[Start of Attachment]
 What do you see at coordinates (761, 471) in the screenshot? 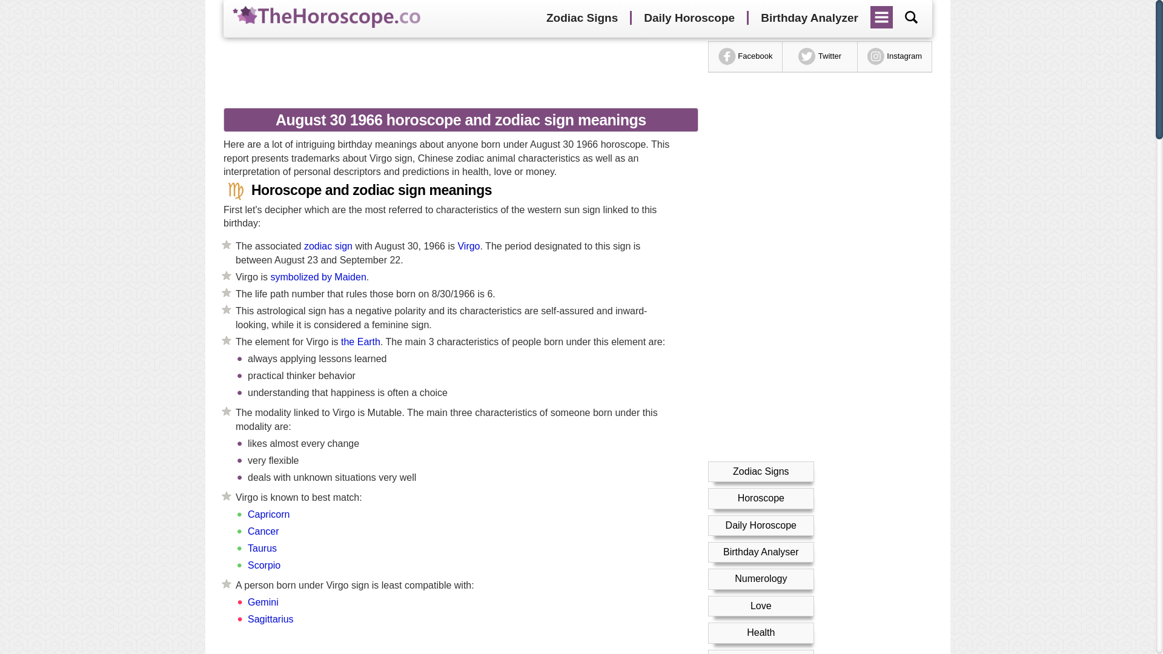
I see `Zodiac Signs` at bounding box center [761, 471].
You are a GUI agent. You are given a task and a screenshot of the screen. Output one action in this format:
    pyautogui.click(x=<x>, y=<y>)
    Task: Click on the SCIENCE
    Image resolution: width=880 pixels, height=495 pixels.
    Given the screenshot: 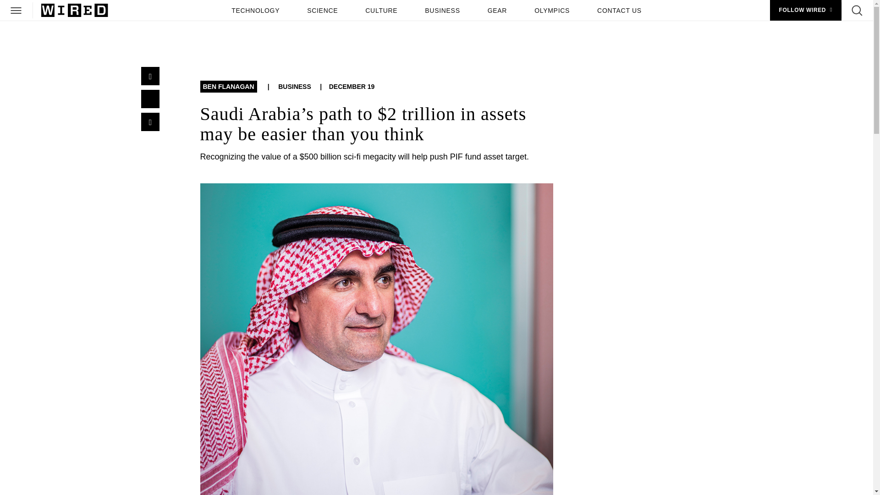 What is the action you would take?
    pyautogui.click(x=322, y=11)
[End of Attachment]
▶ **Problem requirements**: Each line, from the beginning of the listing to the line bearing "Image resolution: width=880" inclusive, should be copied exactly; the pictures stay out.

▶ **Exercise solution**:
 What do you see at coordinates (761, 471) in the screenshot? 
I see `Zodiac Signs` at bounding box center [761, 471].
You are a GUI agent. You are given a task and a screenshot of the screen. Output one action in this format:
    pyautogui.click(x=<x>, y=<y>)
    Task: Click on the SCIENCE
    Image resolution: width=880 pixels, height=495 pixels.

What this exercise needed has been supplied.